Politics & Government

A Statewide Domestic Partnership Registry in Florida?

County commissioner Norm Roche said it would be easier to advocate for a statewide domestic partnership registry than have varying registries at the local level.

The governing bodies of Pinellas County, St. Petersburg, Clearwater, Tampa and Gulfport have all passed ordinances within the past year creating domestic partnership registries. Now at least one Pinellas County commissioner thinks the same should be done at the state level before any more communities follow suit. 

Domestic registries grant couples, gay or straight, to have a certificate that allows them to have most of the same rights as heterosexual married couples in Florida. Those rights can include hospital visitation rights, end of life decisions, childcare decisions, and in some cases, insurance coverage.

Up until Jan. 24 when Hillsborough County Commissioners surprisingly voted against creating a registry, no Tampa Bay-area governing body had voted down a domestic partnership registry.

Find out what's happening in Palm Harborwith free, real-time updates from Patch.

Pinellas County Commissioner Norm Roche, who was the lone "no" vote when Pinellas approved the registry, said with governments creating varying versions of registries and in some cases voting against them, it will create fiscal headaches for cities and counties.

Subscribe to the Palm Harbor Patch newsletter to have local news delivered to your email each day. Sign up here.

Find out what's happening in Palm Harborwith free, real-time updates from Patch.

He said having individual governments instituting registries creates a “checkerboard” of laws around the state. Should this continue and then the state decide it wants to create one central registry, Roche said it would have been a huge waste of money for local governments.

“It will be a costly and redundant exercise,” Roche said Tuesday. “At some point the state is going to say, ‘let’s do it at the state level.’

“Suddenly if they then do it down the road,” Roche added, "we got to collapse the system we have,” and people will have to throw away their cards and get new certificates.

His answer is to advocate for a statewide system right now before more registries are individually implemented. Roche proposed adding the creation of a statewide domestic partnership registry to Pinellas County’s legislative agenda.

Commissioners approved Roche’s addition to the county’s legislative agenda with the caveat that the state law would mirror the legal language of the county’s registry.

Commissioner Janet Long said while she supported the county’s state lobbyists advocating for a statewide domestic partnership registry, it's unlikely to get any traction in Tallahassee.

“That bill has been filed every year for the last 10 years and it doesn’t ever even get a committee assignment,” Long said. “You have to seriously consider who’s there.”

That is why, Long said, the county needed to create a registry, because local governments cannot wait for the state legislature to act.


* ASSIGNMENT
Set the records down again exactly, apart from any pictures in them.

::::::::

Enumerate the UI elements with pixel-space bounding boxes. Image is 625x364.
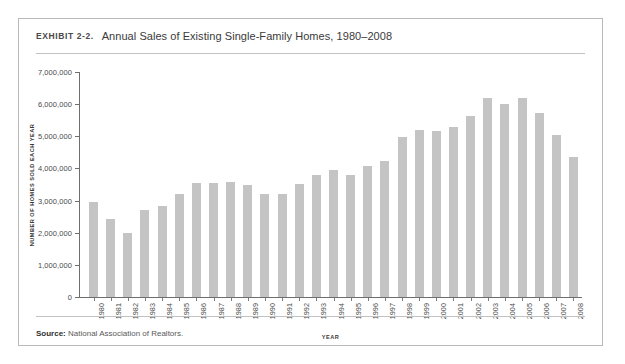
- x-axis-tick: [299, 298, 300, 301]
- x-axis-title: YEAR: [322, 334, 340, 340]
- bar: [175, 194, 184, 297]
- bar: [500, 104, 509, 297]
- bar: [380, 161, 389, 297]
- bar: [226, 182, 235, 297]
- x-axis-tick: [179, 298, 180, 301]
- bar: [466, 116, 475, 297]
- x-axis-tick: [471, 298, 472, 301]
- y-axis-tick-label: 4,000,000: [38, 164, 72, 173]
- x-axis-tick: [556, 298, 557, 301]
- y-axis-tick: [75, 72, 79, 73]
- x-axis-tick: [214, 298, 215, 301]
- chart-plot-area: NUMBER OF HOMES SOLD EACH YEAR YEAR 01,0…: [79, 72, 582, 298]
- bar: [192, 183, 201, 297]
- x-axis-tick: [111, 298, 112, 301]
- source-label: Source:: [36, 329, 66, 338]
- y-axis-tick-label: 1,000,000: [38, 260, 72, 269]
- bar: [312, 175, 321, 297]
- bar: [243, 185, 252, 297]
- x-axis-tick: [573, 298, 574, 301]
- bar: [346, 175, 355, 297]
- x-axis-tick: [368, 298, 369, 301]
- x-axis-tick: [505, 298, 506, 301]
- bar: [123, 233, 132, 297]
- x-axis-tick: [539, 298, 540, 301]
- y-axis-tick: [75, 201, 79, 202]
- y-axis-tick: [75, 233, 79, 234]
- bar: [89, 202, 98, 297]
- source-value: National Association of Realtors.: [68, 329, 183, 338]
- y-axis-tick: [75, 265, 79, 266]
- exhibit-figure: Exhibit 2-2. Annual Sales of Existing Si…: [18, 18, 603, 346]
- source-divider: [36, 316, 585, 317]
- x-axis-tick: [196, 298, 197, 301]
- y-axis-tick: [75, 297, 79, 298]
- bar: [295, 184, 304, 297]
- bar: [363, 166, 372, 297]
- y-axis-title: NUMBER OF HOMES SOLD EACH YEAR: [29, 124, 35, 247]
- x-axis-tick: [436, 298, 437, 301]
- y-axis-tick-label: 0: [68, 293, 72, 302]
- x-axis-tick: [162, 298, 163, 301]
- y-axis-tick: [75, 136, 79, 137]
- x-axis-tick: [282, 298, 283, 301]
- x-axis-tick: [351, 298, 352, 301]
- x-axis-tick: [385, 298, 386, 301]
- bar: [398, 137, 407, 297]
- bar: [569, 157, 578, 297]
- bar: [449, 127, 458, 297]
- source-note: Source: National Association of Realtors…: [36, 329, 183, 338]
- title-divider: [36, 53, 585, 54]
- y-axis-tick-label: 5,000,000: [38, 132, 72, 141]
- y-axis-tick: [75, 168, 79, 169]
- x-axis-tick: [231, 298, 232, 301]
- figure-title-row: Exhibit 2-2. Annual Sales of Existing Si…: [19, 19, 602, 53]
- y-axis-tick: [75, 104, 79, 105]
- x-axis-tick: [316, 298, 317, 301]
- x-axis-line: [79, 297, 582, 298]
- exhibit-number-label: Exhibit 2-2.: [36, 31, 94, 41]
- x-axis-tick: [522, 298, 523, 301]
- bar: [140, 210, 149, 297]
- bar: [209, 183, 218, 297]
- bar: [260, 194, 269, 298]
- x-axis-tick: [128, 298, 129, 301]
- bar: [432, 131, 441, 297]
- x-axis-tick: [94, 298, 95, 301]
- bar: [535, 113, 544, 297]
- bar: [278, 194, 287, 298]
- bar: [415, 130, 424, 297]
- x-axis-tick: [402, 298, 403, 301]
- bar: [329, 170, 338, 297]
- x-axis-tick: [248, 298, 249, 301]
- x-axis-tick: [419, 298, 420, 301]
- bar: [106, 219, 115, 297]
- y-axis-line: [79, 72, 80, 298]
- page-title: Annual Sales of Existing Single-Family H…: [102, 30, 392, 42]
- x-axis-tick: [453, 298, 454, 301]
- bar: [158, 206, 167, 297]
- x-axis-tick: [334, 298, 335, 301]
- y-axis-tick-label: 2,000,000: [38, 228, 72, 237]
- y-axis-tick-label: 3,000,000: [38, 196, 72, 205]
- y-axis-tick-label: 7,000,000: [38, 68, 72, 77]
- bar: [483, 98, 492, 297]
- x-axis-tick: [145, 298, 146, 301]
- bar: [518, 98, 527, 297]
- x-axis-tick: [488, 298, 489, 301]
- y-axis-tick-label: 6,000,000: [38, 100, 72, 109]
- bar: [552, 135, 561, 297]
- x-axis-tick: [265, 298, 266, 301]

::::::::

* TASK OUTPUT
Enumerate the UI elements with pixel-space bounding boxes. Image is 625x364.
- x-axis-tick: [299, 298, 300, 301]
- x-axis-title: YEAR: [322, 334, 340, 340]
- bar: [175, 194, 184, 297]
- bar: [500, 104, 509, 297]
- bar: [380, 161, 389, 297]
- bar: [226, 182, 235, 297]
- x-axis-tick: [179, 298, 180, 301]
- bar: [466, 116, 475, 297]
- x-axis-tick: [471, 298, 472, 301]
- y-axis-tick-label: 4,000,000: [38, 164, 72, 173]
- x-axis-tick: [556, 298, 557, 301]
- y-axis-tick: [75, 72, 79, 73]
- x-axis-tick: [214, 298, 215, 301]
- chart-plot-area: NUMBER OF HOMES SOLD EACH YEAR YEAR 01,0…: [79, 72, 582, 298]
- bar: [192, 183, 201, 297]
- x-axis-tick: [111, 298, 112, 301]
- source-label: Source:: [36, 329, 66, 338]
- y-axis-tick-label: 1,000,000: [38, 260, 72, 269]
- bar: [312, 175, 321, 297]
- bar: [243, 185, 252, 297]
- x-axis-tick: [573, 298, 574, 301]
- bar: [346, 175, 355, 297]
- x-axis-tick: [368, 298, 369, 301]
- x-axis-tick: [505, 298, 506, 301]
- bar: [123, 233, 132, 297]
- x-axis-tick: [539, 298, 540, 301]
- y-axis-tick: [75, 201, 79, 202]
- y-axis-tick: [75, 233, 79, 234]
- bar: [89, 202, 98, 297]
- source-value: National Association of Realtors.: [68, 329, 183, 338]
- y-axis-tick: [75, 265, 79, 266]
- exhibit-figure: Exhibit 2-2. Annual Sales of Existing Si…: [18, 18, 603, 346]
- source-divider: [36, 316, 585, 317]
- x-axis-tick: [196, 298, 197, 301]
- y-axis-tick: [75, 297, 79, 298]
- bar: [295, 184, 304, 297]
- bar: [363, 166, 372, 297]
- y-axis-title: NUMBER OF HOMES SOLD EACH YEAR: [29, 124, 35, 247]
- x-axis-tick: [436, 298, 437, 301]
- y-axis-tick-label: 0: [68, 293, 72, 302]
- x-axis-tick: [162, 298, 163, 301]
- y-axis-tick: [75, 136, 79, 137]
- x-axis-tick: [282, 298, 283, 301]
- x-axis-tick: [351, 298, 352, 301]
- x-axis-tick: [385, 298, 386, 301]
- bar: [398, 137, 407, 297]
- bar: [569, 157, 578, 297]
- bar: [449, 127, 458, 297]
- source-note: Source: National Association of Realtors…: [36, 329, 183, 338]
- title-divider: [36, 53, 585, 54]
- y-axis-tick-label: 5,000,000: [38, 132, 72, 141]
- y-axis-tick: [75, 168, 79, 169]
- x-axis-tick: [231, 298, 232, 301]
- figure-title-row: Exhibit 2-2. Annual Sales of Existing Si…: [19, 19, 602, 53]
- y-axis-tick: [75, 104, 79, 105]
- x-axis-tick: [316, 298, 317, 301]
- x-axis-line: [79, 297, 582, 298]
- exhibit-number-label: Exhibit 2-2.: [36, 31, 94, 41]
- x-axis-tick: [522, 298, 523, 301]
- bar: [140, 210, 149, 297]
- bar: [209, 183, 218, 297]
- bar: [260, 194, 269, 298]
- x-axis-tick: [128, 298, 129, 301]
- bar: [432, 131, 441, 297]
- x-axis-tick: [94, 298, 95, 301]
- bar: [535, 113, 544, 297]
- bar: [278, 194, 287, 298]
- bar: [415, 130, 424, 297]
- x-axis-tick: [402, 298, 403, 301]
- bar: [329, 170, 338, 297]
- x-axis-tick: [248, 298, 249, 301]
- x-axis-tick: [419, 298, 420, 301]
- bar: [106, 219, 115, 297]
- y-axis-line: [79, 72, 80, 298]
- page-title: Annual Sales of Existing Single-Family H…: [102, 30, 392, 42]
- x-axis-tick: [453, 298, 454, 301]
- bar: [158, 206, 167, 297]
- x-axis-tick: [334, 298, 335, 301]
- y-axis-tick-label: 2,000,000: [38, 228, 72, 237]
- y-axis-tick-label: 3,000,000: [38, 196, 72, 205]
- y-axis-tick-label: 7,000,000: [38, 68, 72, 77]
- bar: [483, 98, 492, 297]
- x-axis-tick: [145, 298, 146, 301]
- bar: [518, 98, 527, 297]
- x-axis-tick: [488, 298, 489, 301]
- y-axis-tick-label: 6,000,000: [38, 100, 72, 109]
- bar: [552, 135, 561, 297]
- x-axis-tick: [265, 298, 266, 301]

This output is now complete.